Data this week, however, have experts again worrying about a recession. Unemployment insurance claims, not a major issue for months, increased to 251,000 claims for the week ending July 16, while continuing claims rose to 1.3 million for the previous week.

Unemployment claims typically increase in July as certain manufacturers lay off or furlough workers, but the numbers certainly justify opinions the U.S. economy is at least cooling if not at the precipice of a recession.

Other economic indicators also hint at an economic slowdown.
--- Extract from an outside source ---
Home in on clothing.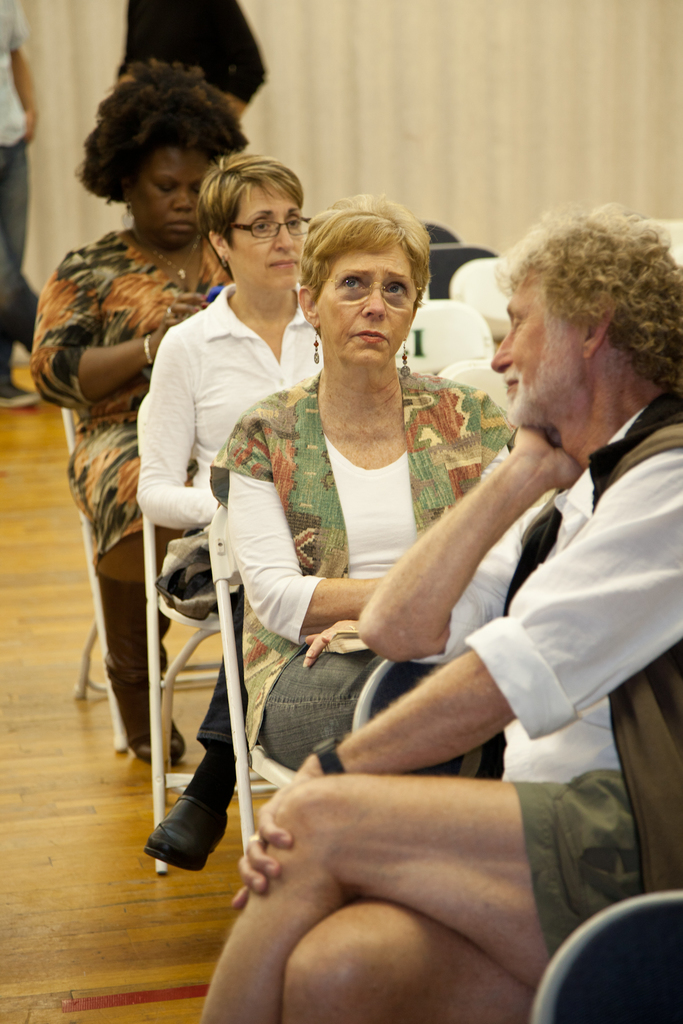
Homed in at 22 223 255 582.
The Conference Board’s leading economic index fell 0.8% in June after a similar decrease in May, though the index still is 4.2 points higher than it was in June 2019. The Conference Board noted it expects economic growth to continue to cool throughout the rest of the year and predicts a recession by the end of the year.

On Monday, the National Association of Home Builders’ announced that its builder confidence index plunged for July, falling 12 points to hit its lowest reading since May 2020. The trade group blamed production bottlenecks, rising home building costs, and inflation for the decline in confidence, noting 13% of respondents said they reduced home prices in the last month.

“Affordability is the greatest challenge facing the housing market,” NAHB Chief Economist Robert Dietz said in a statement. “Significant segments of the home-buying population are priced out of the market.”

Some analysts are even more concerned. “Most concerning, traffic of prospective buyers fell the lowest since May 2020, suggesting that the housing market has more downside to go as interest rates trek higher and inflation chisels away consumer purchasing power,” said Jeffrey Roach, chief economist at LPL Financial.

Roach contends that the residential real estate market is in a contraction, though he also notes that raw-material prices are falling from recent highs, which could mean better months ahead for builders.

The recent data points likely haven’t dissuaded the Federal Reserve from continuing to aggressively raise rates when the central bank meets next week, with many analysts predicting the Fed again will hike rates by 75 basis points at its July 27 meeting.

“Beyond [next week’s meeting], the key question is how quickly and how far the Fed will drive the policy rate into restrictive territory,” Kathy Bostjancic, chief U.S. economist at Oxford Economics, wrote in an investor’s note. “With inflation posted to remain about 9% [year over year] through September, we anticipate another 75bps rate increase in September, before the Fed starts to downshift to 25bps rate increases through early 2023.”

Though there is an outside chance of a 0.5% interest rate, most investors seem to have baked a 0.75% rate hike — as well as other potential bad news — into their trades. “The economy will most likely take the upcoming Fed rate hike in stride, but as the economy becomes more vulnerable, the probability of the Fed breaking something increases as the economy moves into 2023,” Roach said.

Yet it is also likely the Fed’s aggressive stance now will pay off in early 2023, with some predicting inflation to begin its sharp decline in March of next year.